I huff while flopping my head down, and I feel her hand taking mine, prompting me to look back up.

“It’ll be okay. We’ll figure this out. Aunt Araya is really fucking happy about you being stuck here, by the way,” she murmurs, her tone becoming more playful toward the end.

“Yeah,” I growl. “I swear I think she called in a favor to the commander. He doesn’t know who the hell I am, so why else would he do this to me?”

“I think you could be right. Aunt Araya has always been very, very overprotective.”

“Do you know who he is?” I muse, my eyes gauging hers for a lie.

“I’m not high up enough on the chain to be privy to such information. Only a handful of generals, captains, admirals and a few others know his true identity. I get why he’s doing it though.”

“Really?” I ask in complete astonishment.

She shrugs, and then looks back down to the blood between the glass while shifting to make notes of her findings.

“He’s trying to make a difference, and he's working the lines. This war started the second Uncle Hale... well, when he was gone. They didn’t think anyone else could stop them, and the Unaligned want to rule all the lands. They didn’t like offering the humans the same rights as the rest of us. They wanted them farmed out and turned into packaged blood. They have a tyrant for a leader, and if he ever takes over the United, hybrids will become workhorses… especially gifted hybrids.”

“I don’t understand why any hybrid would serve the Unaligned in this war,” I exasperate.

“They grew up differently than we did. Most don’t know any better, and their values and loyalties side with the only home they’ve ever known. They fight for the Unaligned because they think that’s what they’re supposed to do. Call it Stockholm's syndrome if you want.”

I just sigh. I don’t understand it, but I had an incredible family inside the United. Mom once fought to keep everyone safe despite the fact they abused her, treated her like a pariah, and hated her - hated all hybrids.

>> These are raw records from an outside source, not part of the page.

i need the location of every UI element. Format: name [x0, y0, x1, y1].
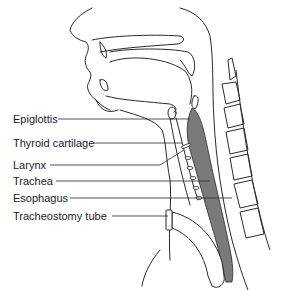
epiglottis-shape [168, 107, 176, 119]
label-esophagus: Esophagus [13, 192, 68, 204]
neck-front [120, 110, 171, 260]
label-tracheostomy-tube: Tracheostomy tube [13, 210, 107, 222]
jaw [106, 96, 176, 112]
lower-teeth [100, 79, 108, 90]
uvula [192, 96, 198, 109]
label-trachea: Trachea [13, 175, 53, 187]
cervical-spine [222, 58, 270, 250]
tongue [110, 58, 192, 104]
label-thyroid-cartilage: Thyroid cartilage [13, 137, 94, 149]
neck-skin [142, 250, 160, 286]
leader-larynx [50, 150, 184, 165]
label-larynx: Larynx [13, 159, 46, 171]
anatomy-diagram: Epiglottis Thyroid cartilage Larynx Trac… [0, 0, 286, 290]
face-profile [70, 8, 110, 110]
soft-palate [110, 49, 195, 76]
label-epiglottis: Epiglottis [13, 113, 58, 125]
mandible [96, 100, 118, 112]
upper-teeth [100, 42, 107, 58]
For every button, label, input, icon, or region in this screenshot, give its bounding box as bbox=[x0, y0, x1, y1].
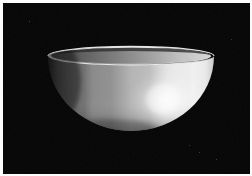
screenshot-root: Shaded hemispherical bowl render A grays… bbox=[0, 0, 252, 176]
render-canvas bbox=[3, 3, 250, 174]
noise-speck bbox=[189, 145, 190, 146]
frame-edge-right bbox=[250, 0, 252, 176]
noise-speck bbox=[216, 159, 217, 160]
noise-speck bbox=[29, 21, 30, 22]
photo-frame bbox=[0, 0, 252, 176]
sensor-noise-overlay bbox=[3, 3, 250, 174]
frame-edge-bottom bbox=[0, 174, 252, 176]
noise-speck bbox=[231, 39, 232, 40]
noise-speck bbox=[199, 152, 200, 153]
bowl-render-scene bbox=[3, 3, 250, 174]
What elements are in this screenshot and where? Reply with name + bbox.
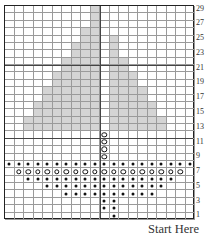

I suppose Simone is right in saying they don't know any better.

“So... the mystery knight told me something else,” I murmur awkwardly.

“Hmm?” she asks distractedly, her attention clearly focused on my blood and not my words.

“He told me my gifts won’t ever work as long as my hybrid is forced to lie dormant. Do you think he’s right?”

That grabs her attention. She looks up, her eyes seeming huge, considering the magnifying specks. She lowers her glasses, and then she pushes them aside while swirling my blood free from a vial and into the air, using her gift as the catalyst.

“It’s very likely he’s right,” she murmurs softly while separating the strands of weightless blood.

It’s almost beautiful to see the swirls of red splitting, bubbling, and then pulling tightly back into a thread.

“Well, what do I do? When I share blood with Jase, I feel so strong, but it wears off the second the blood high leaves me. I can’t exactly walk around drinking his undiluted blood. It wouldn’t do me any good to spend all day in the bedroom.”

She snickers lightly while shaking her head, finally distracted enough from her task to offer me more than an obligatory glance.

“Blood fucks are just part of a hybrid’s needs. I have an idea. How about you and I go to the Catagar tonight?”

“The Catagar?” I gasp, keeping my voice in a whisper for fear of someone overhearing. My whole body flushes at the mere mention of that word. “You mean the hybrid sex club? You go there?”